Amritsar, October 20
Jails Minister Harjot Singh Bains today inspected the high-security Amritsar Central Jail here. He along with the staff carried out a search operation, seizing eight mobile phones.
Bains also found that jail inmates had made several hidden pockets in the platforms to conceal mobile phones and other prohibited material. These pockets were created by pulling out bricks from beneath the platforms constructed for inmates.
46% inmates addicts
The Jails Minister said following a survey of jails in Punjab, around 46 per cent of 33,000 inmates were found to be drug addicts
He said the number of prisoners keen to get de-addiction treatment in jails was very small. He said the government had started a mission to rehabilitate them
According to information, the minister seized six mobile phones from barracks while two were found in a bundle apparently thrown from outside into the jail complex. The bundle contained small packets of cigarettes and bidis, besides two mobile phones. Bains interacted with jail officials and inmates also.
Only yesterday, the jail authorities had confiscated 900 sedative pills and three mobile phones, after which cases were registered at the Islamabad police station here. Speaking to media, the minister said since the AAP government came into power, various steps had been taken to improve conditions in the jails.
He said in the past six months, as many as 3,600 mobile phones had been seized across Punjab jails.
Talking about the RF technology, he said this latest technique to jam mobile phone signals would be introduced to end the problem of smuggling and illegal use of cellphones inside the jails. He said Punjab would be the first state to adopt this technology in the country.
Asserting that the government would install body scanners to search the prisoners entering the jail complex, Bains said the high-security cells where gangsters, notorious criminals and cross-border smugglers were lodged would be covered with iron mesh so that no mobile phone or any other prohibited material could be smuggled in. He said the jail authorities had been directed to frisk the gangsters twice a day in order to stem the problem.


## WHAT YOU SHOULD DO
This exercise asks for an exact copy of every entry below, with pictures omitted.
Start of GIVEN DATA
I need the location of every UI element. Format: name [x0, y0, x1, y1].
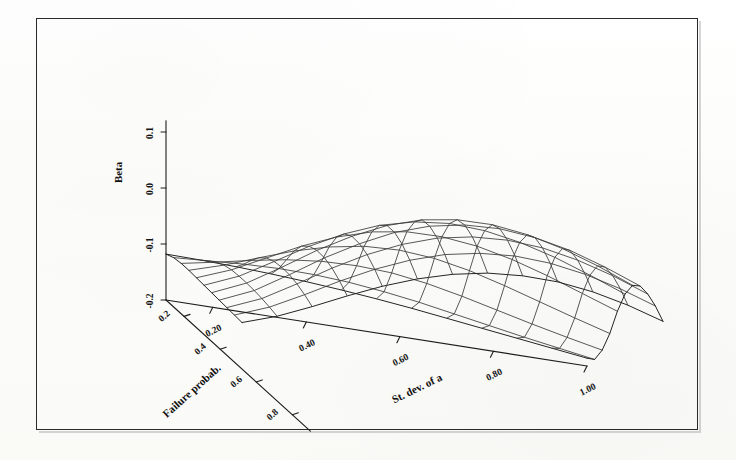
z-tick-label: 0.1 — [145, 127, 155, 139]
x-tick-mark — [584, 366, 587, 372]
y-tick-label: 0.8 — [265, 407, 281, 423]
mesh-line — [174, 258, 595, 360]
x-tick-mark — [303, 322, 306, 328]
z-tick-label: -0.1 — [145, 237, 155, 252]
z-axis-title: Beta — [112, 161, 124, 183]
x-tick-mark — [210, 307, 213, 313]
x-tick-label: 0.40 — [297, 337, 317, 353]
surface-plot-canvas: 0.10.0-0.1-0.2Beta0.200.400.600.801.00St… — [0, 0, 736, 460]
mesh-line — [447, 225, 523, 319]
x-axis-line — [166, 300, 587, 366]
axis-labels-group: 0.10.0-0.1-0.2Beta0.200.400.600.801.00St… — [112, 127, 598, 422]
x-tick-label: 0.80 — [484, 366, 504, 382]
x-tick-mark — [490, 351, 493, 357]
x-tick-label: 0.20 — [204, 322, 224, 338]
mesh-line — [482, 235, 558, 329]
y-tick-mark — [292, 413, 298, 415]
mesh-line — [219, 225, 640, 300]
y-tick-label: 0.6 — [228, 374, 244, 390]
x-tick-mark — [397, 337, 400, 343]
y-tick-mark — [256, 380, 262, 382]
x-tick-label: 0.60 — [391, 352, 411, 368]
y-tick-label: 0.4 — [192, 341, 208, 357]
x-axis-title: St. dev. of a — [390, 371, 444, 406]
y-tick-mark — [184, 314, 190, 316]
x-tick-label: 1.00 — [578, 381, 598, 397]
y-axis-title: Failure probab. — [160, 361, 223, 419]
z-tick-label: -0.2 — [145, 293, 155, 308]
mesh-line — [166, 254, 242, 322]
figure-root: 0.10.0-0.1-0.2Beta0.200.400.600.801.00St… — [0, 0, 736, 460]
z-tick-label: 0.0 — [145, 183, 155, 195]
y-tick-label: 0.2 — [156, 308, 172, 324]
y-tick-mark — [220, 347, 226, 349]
End of GIVEN DATA
## SOLUTION TO THIS PROBLEM
I need the location of every UI element. Format: name [x0, y0, x1, y1].
z-tick-label: 0.1 — [145, 127, 155, 139]
x-tick-mark — [584, 366, 587, 372]
y-tick-label: 0.8 — [265, 407, 281, 423]
mesh-line — [174, 258, 595, 360]
x-tick-mark — [303, 322, 306, 328]
z-tick-label: -0.1 — [145, 237, 155, 252]
z-axis-title: Beta — [112, 161, 124, 183]
x-tick-mark — [210, 307, 213, 313]
x-tick-label: 0.40 — [297, 337, 317, 353]
surface-plot-canvas: 0.10.0-0.1-0.2Beta0.200.400.600.801.00St… — [0, 0, 736, 460]
mesh-line — [447, 225, 523, 319]
x-axis-line — [166, 300, 587, 366]
axis-labels-group: 0.10.0-0.1-0.2Beta0.200.400.600.801.00St… — [112, 127, 598, 422]
x-tick-label: 0.80 — [484, 366, 504, 382]
x-tick-mark — [490, 351, 493, 357]
x-tick-label: 0.20 — [204, 322, 224, 338]
mesh-line — [482, 235, 558, 329]
y-tick-mark — [292, 413, 298, 415]
mesh-line — [219, 225, 640, 300]
y-tick-label: 0.6 — [228, 374, 244, 390]
x-tick-mark — [397, 337, 400, 343]
y-tick-mark — [256, 380, 262, 382]
x-tick-label: 0.60 — [391, 352, 411, 368]
y-tick-label: 0.4 — [192, 341, 208, 357]
x-axis-title: St. dev. of a — [390, 371, 444, 406]
y-tick-mark — [184, 314, 190, 316]
x-tick-label: 1.00 — [578, 381, 598, 397]
y-axis-title: Failure probab. — [160, 361, 223, 419]
z-tick-label: -0.2 — [145, 293, 155, 308]
mesh-line — [166, 254, 242, 322]
figure-root: 0.10.0-0.1-0.2Beta0.200.400.600.801.00St… — [0, 0, 736, 460]
z-tick-label: 0.0 — [145, 183, 155, 195]
y-tick-label: 0.2 — [156, 308, 172, 324]
y-tick-mark — [220, 347, 226, 349]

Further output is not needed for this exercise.